Over the past couple of weeks one of the most amusing sights has been renown Northern League xenophobe Roberto Maroni virtually frothing at the mouth over the sudden appearance of boat loads of migrants in Lampedusa. So comfortable had he and his cronies become since they struck their 'push-back' deal with their best friend Muammar Gaddafi that they thought that this modern form of gunboat deplomacy had solved all their problems.
That is until the edifice of Zine El Abidine Ben Ali's Tunisian regime fell, feeing desperate political and economic refugees to try the perilous crossing to promised lands of Fortress Europe. First stop Lampedusa, a small island closer to Tunisia itself than anywhere else but currently Italian territory after a long and torturous history where it has been traded between the Phoenicians, Greeks, Romans, Arabs and Spanish until it was finally purchased by the Italians (in the guise of the Kingdom of Naples) in C17th, going on to become a penal colony.
Latterly it served as a useful offshore detention centre for the Berlusconi regime until the Gaddafi deal was struck in 2009. Not that Libya was the only source of migrants that ended up on Lampedusa as there has always been a steady trickle of Tunisian refugees arriving on the island, many of whom were involved in the riot and mass breakout from the internment camp there in January 2009. Admittedly, Maroni's rhetoric about a "biblical exodus that has never been seen before" coupled with demands that Italy be allowed to send its own troops to Tunisia to prevent more migrants trying to make the crossing has prompted the interim government to deploy its military in the coastal belt and agree to its own 'push-back' deal with Italy.
Now with the situation in neighbouring Libya poses another potential headache for the Italian government.

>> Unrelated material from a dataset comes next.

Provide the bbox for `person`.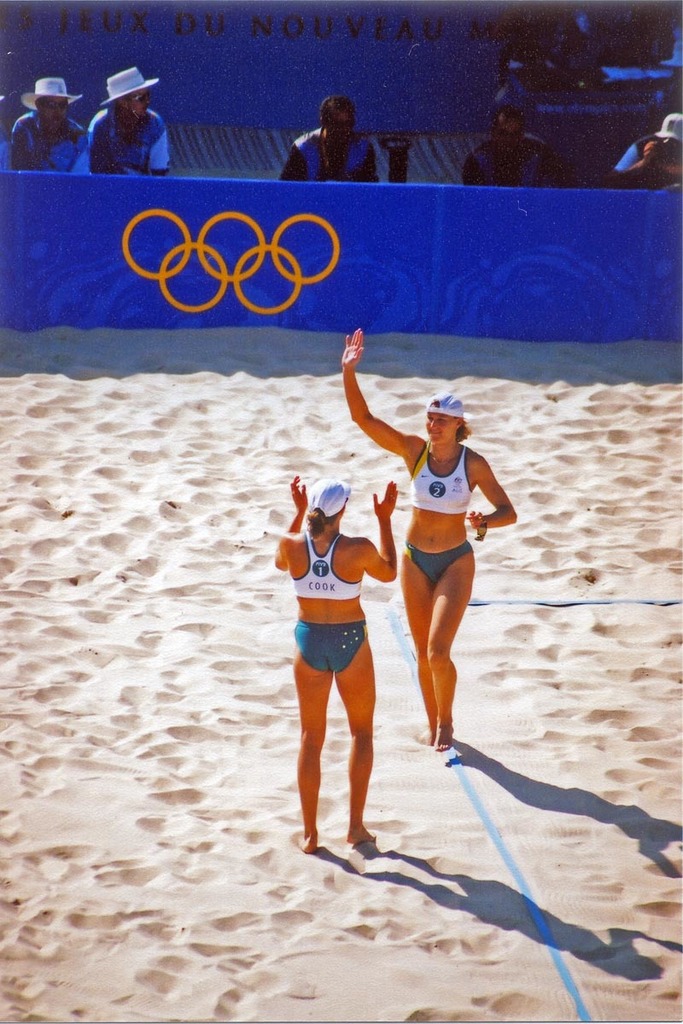
Rect(335, 341, 517, 738).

With the widespread street fighting and massive repression of the population, the claims that foreign mercenaries (sub-Saharan Africans) are being used by the Gaddafi regime as part of that repression, in turn adding to the threats posed to an already vulnerable and marginalised migrant population trying to use the country as a stepping stone to Europe, all this will inevitably lead to a significant increase to the numbers of people trying to cross the Mediterranean.
It will be interesting to see if the push-back deal will hold and whether the Italian-funded patrol boats will prevent a new wave of migrants to Europe, many of whom will inevitably arrive on Lampedusa, adding further fuel to Maroni's spat with the rest of the EU and sending his blood pressure even higher.
STOP PRESS:
According to Reuters the Libyan authorities are threatening to suspend cooperation with the EU over migration issues unless European governments stop giving vocal support to pro-democracy protesters in its country.
EU concerned about situation in Libya and "the violence and death of civilians" but are in fact more worried about Libya's threat to end co-operation in the fight against irregular migration, not to mention Italian Foreign Minister Frattini's Islamophobic fears over the "really serious threat" posed by "the self-proclamation of the so-called Islamic Emirate of Benghazi."